Stored items:
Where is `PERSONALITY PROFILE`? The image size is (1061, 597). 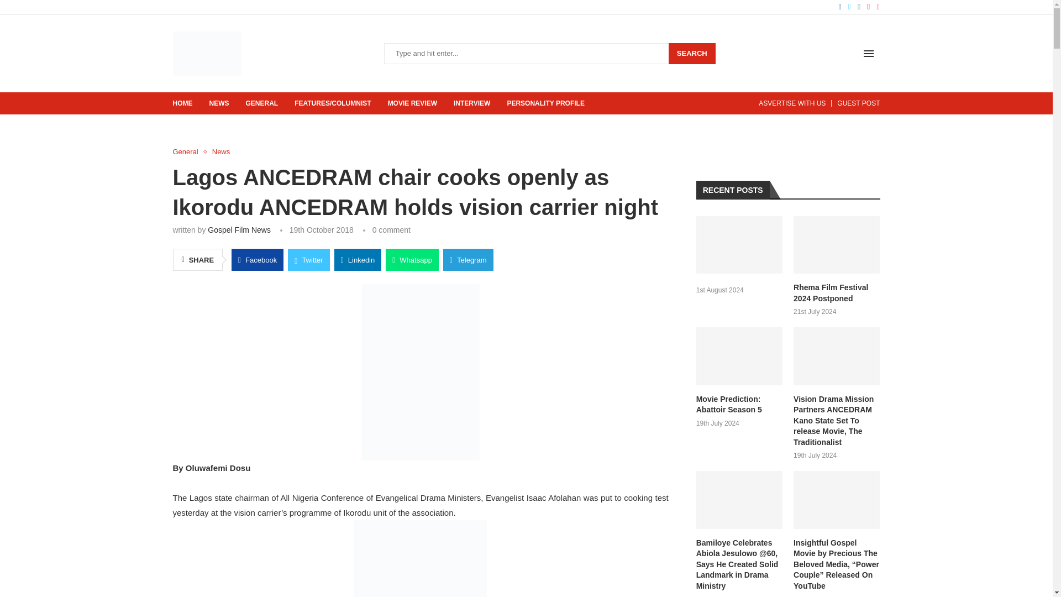 PERSONALITY PROFILE is located at coordinates (545, 103).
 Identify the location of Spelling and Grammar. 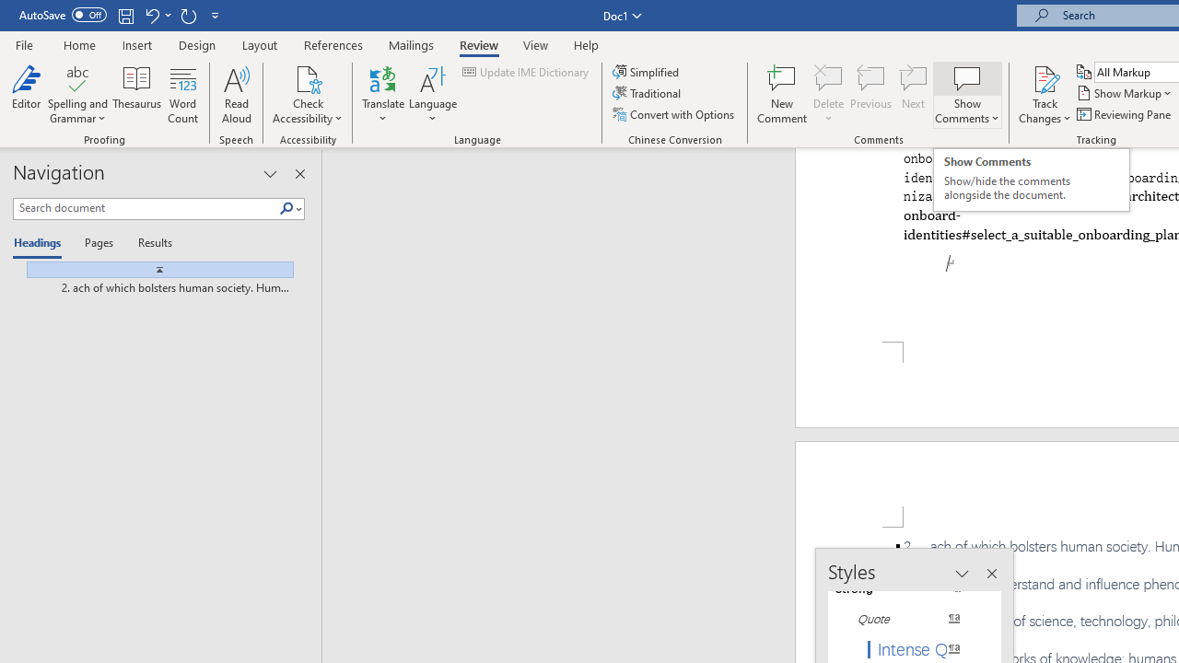
(77, 94).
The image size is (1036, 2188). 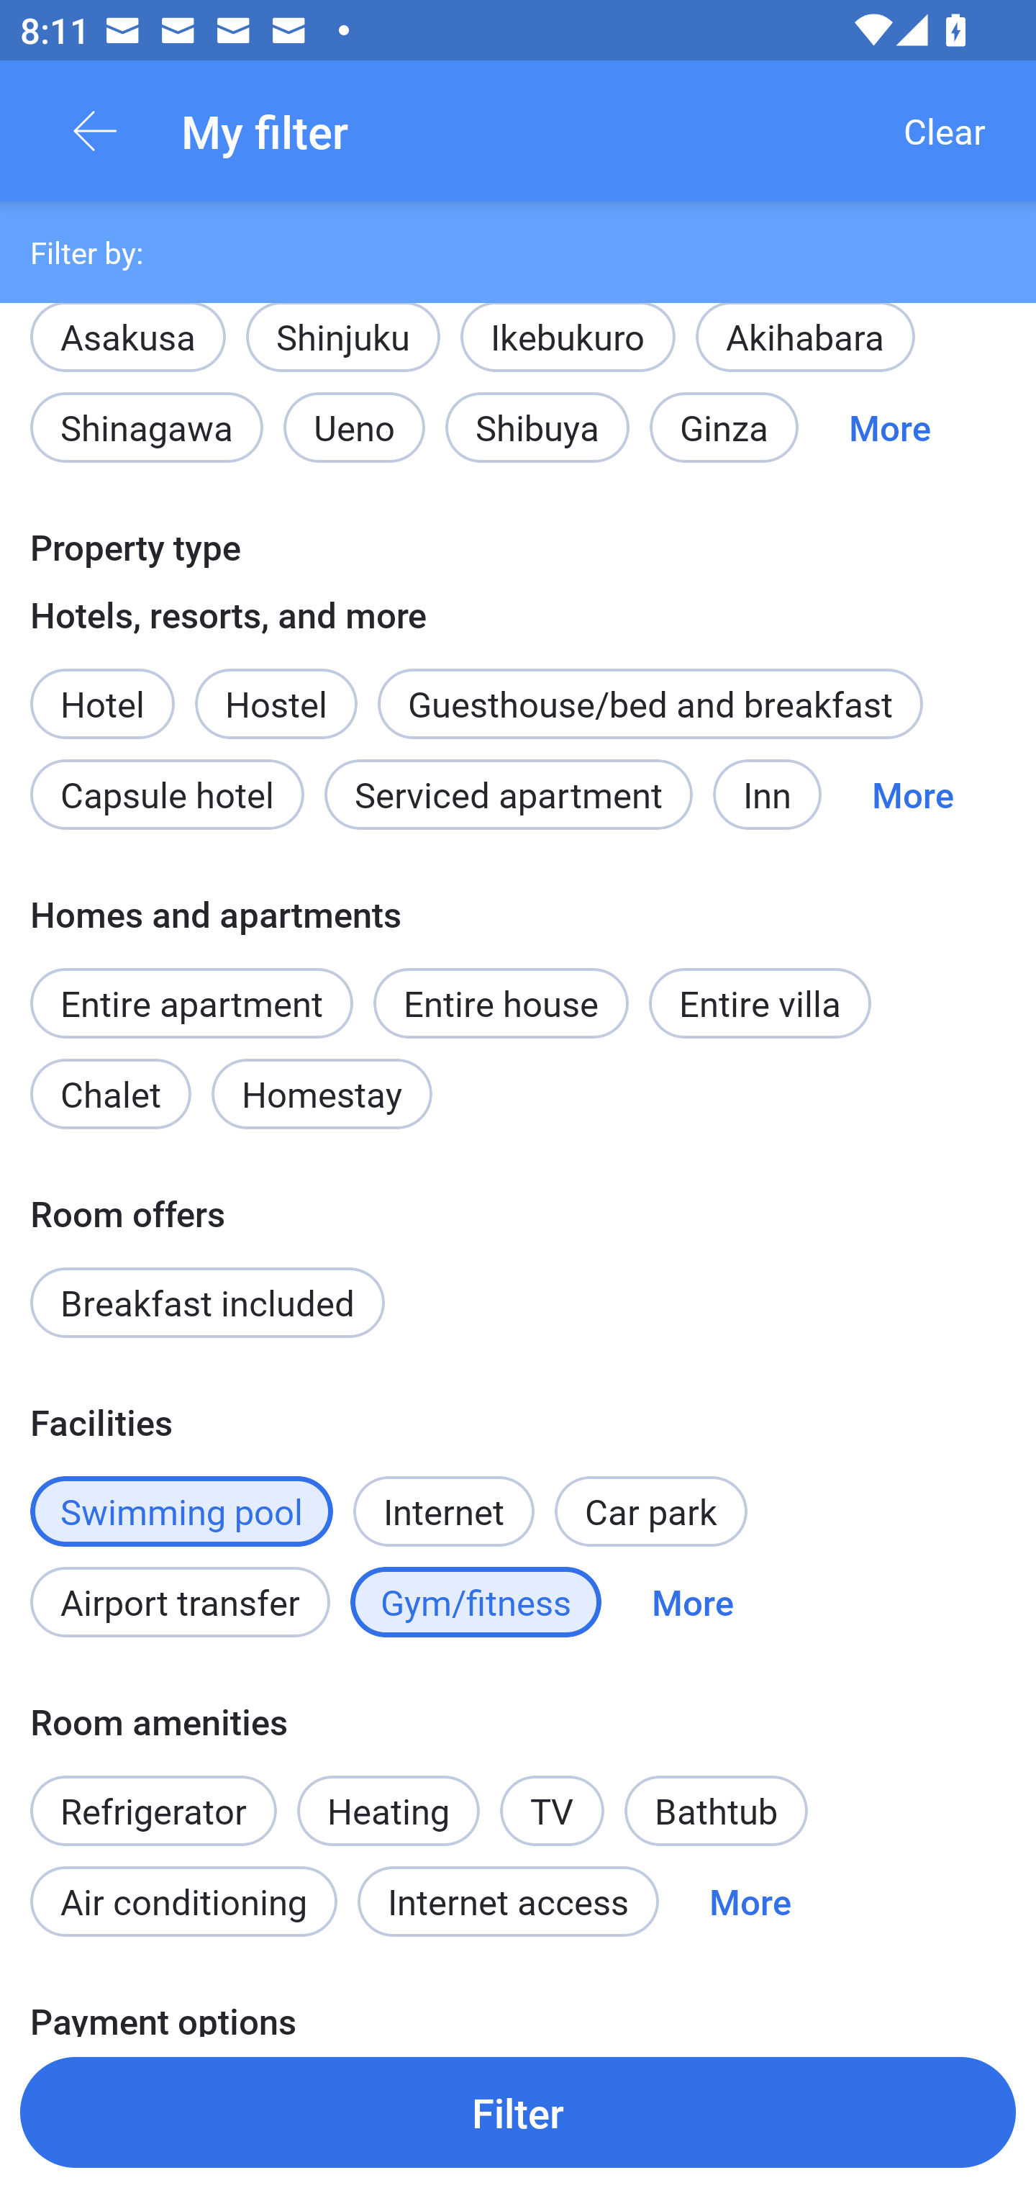 I want to click on Clear, so click(x=945, y=131).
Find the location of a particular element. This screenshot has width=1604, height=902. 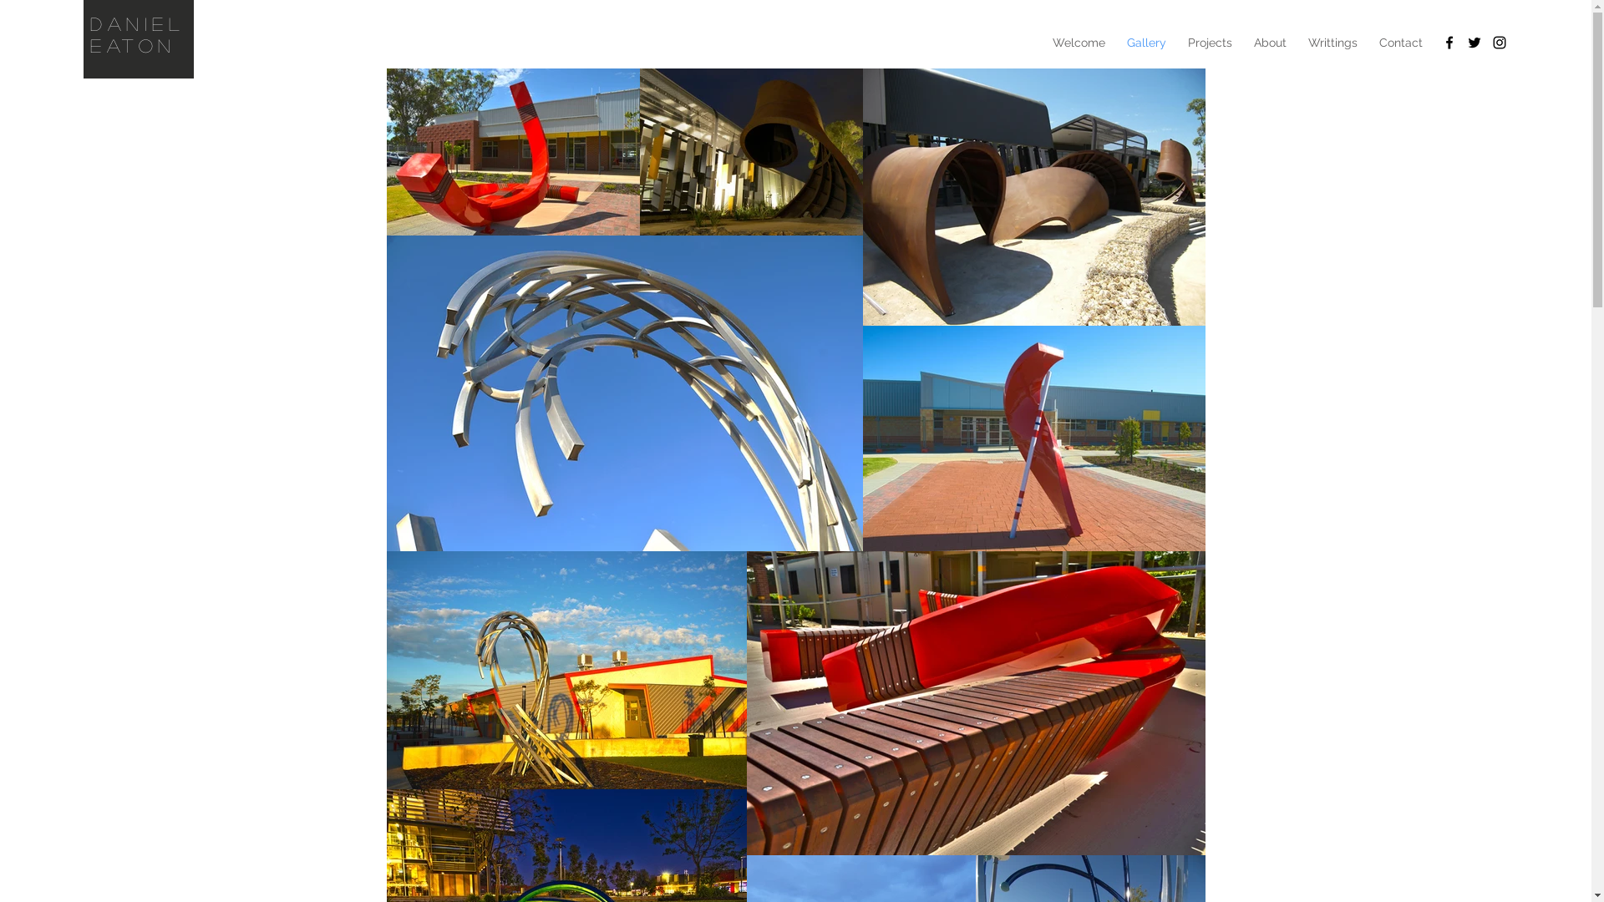

About is located at coordinates (1270, 43).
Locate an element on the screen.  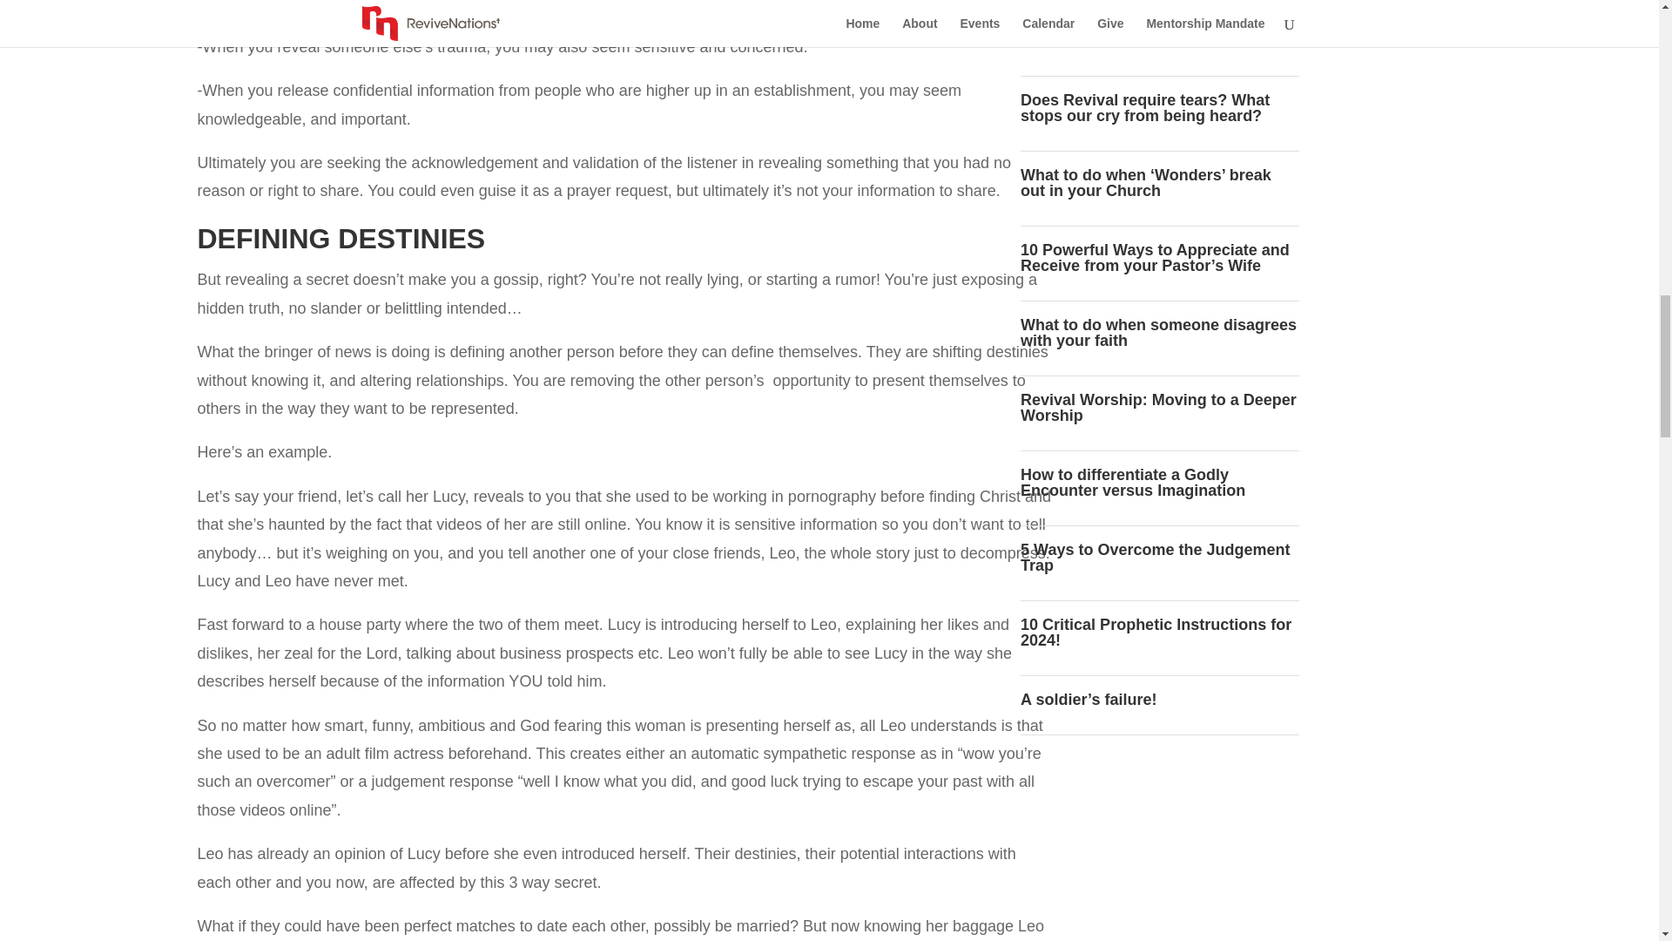
10 Critical Prophetic Instructions for 2024! is located at coordinates (1155, 632).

[Task directions] Transcription of the lines from the one with "Find the location" through the end of the entries is required, exact and with no pictures.

[Result of this task]
Find the location of a particular element. This screenshot has width=1604, height=902. 

About is located at coordinates (1270, 43).
Locate an element on the screen.  
10 Critical Prophetic Instructions for 2024! is located at coordinates (1155, 632).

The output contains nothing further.